Propulsive Watts gives you feedback the pool never gave you. It helps you build the catch through the high elbow and early vertical forearm pattern, and it lets you keep swim-specific work in the week between pool days. You are the hero here. The number exists so the swim stops being the discipline you guess at.

For pros

An objective number to track across a season.

Pros live in the pool, so this is not about access. For a pro, Propulsive Watts is an objective stroke-power signal you can track over time, session to session, even from one or two ZWIM Sessions a week.

It is a measurable way to monitor the catch between pool sessions and watch how propulsion-phase output holds across a training block. A repeatable number, in your hand, on the days you are not in the water.

The honest boundary is the whole point.

Propulsive Watts is deliberately narrow. It explains one high-value part of swimming that ZWIM can help you train. It is not:

  • a race prediction or a validated race-time predictor
  • a score for your whole stroke
  • a measurement of breathing, kick, body position, sighting, turns, or open-water confidence
  • a coach replacement or a promise about a single number deciding your swim

The pool and open water are still where the full swim comes together. ZWIM is where you train the propulsion work that usually disappears between those sessions.

The Connected Swim Training view

Propulsive Watts is the hero metric of Connected Swim Training.

The pool stays where the full swim comes together: feel, breathing, body position, turns, sighting, and open-water confidence. ZWIM is for the days between pool sessions, where the catch, pull, and push become something you can measure and repeat.

Not less swimming. More useful swim training in the week you actually have. Propulsive Watts is the number that holds it together.

Developed alongside a research collaboration with Professor Mario Costa's group at CIDESD and UTAD.

Propulsive Watts FAQ

What is Propulsive Watts?

Propulsive Watts is the ZWIM metric for the useful power in your stroke during the catch, pull, and push in a ZWIM Session. The Power Paddles measure your force and motion, and the ZWIM efficiency score turns it into a live number you can train between pool days.

Is Propulsive Watts a race prediction?

No. Propulsive Watts is a feedback signal inside a ZWIM Session, not a validated race-speed prediction. Pool and open-water results depend on body position, breathing, rotation, drag, pacing, fatigue, and open-water skill.

How is it different from raw power and pace?

Pace is the outcome of the full rep and cannot point to which part of the stroke created it. Raw power is the total effort, and it is useful because it tells you if you are getting stronger. Propulsive Watts focuses on the useful part: the effort that would actually move you forward. The signal to watch is your Propulsive Watts climbing faster than your raw power.

What part of the stroke does ZWIM measure?

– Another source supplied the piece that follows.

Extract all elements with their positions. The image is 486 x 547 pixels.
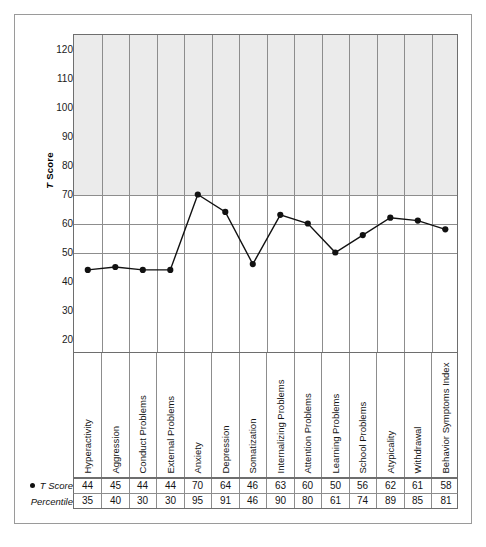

ZWIM measures the Propulsion Phase, the underwater catch, pull, and push, using the Power Paddles and Propulsion Bands on the ZWIM Bench.

What does it not measure?

It does not measure rotation, kick, breathing, recovery, head position, body position, turns, sighting, or open-water confidence. Those belong to the pool and open water.

How does it help my catch and early vertical forearm?

The high elbow catch, or early vertical forearm, is established freestyle technique. ZWIM gives you a live number and a game so you can groove that pattern between pool days, as a feedback signal rather than a clinical measurement.

Can pros use it at low volume?

Yes. For a pro, Propulsive Watts is an objective stroke-power signal to track over time, session to session, even from one or two ZWIM Sessions a week between pool sessions.

How do I use it without overthinking it?

Do a ZWIM Session, notice the number without judging it, repeat the Session, and watch whether the output becomes more stable. Do not worship one session. Look for the pattern, then bring one focus back to the pool.

Own the swim

Stop guessing where the effort went.

You already know when a session was hard. What you have never had is a way to see whether that effort became propulsion. Propulsive Watts gives the swim a number, a game, and a feedback loop between pool days.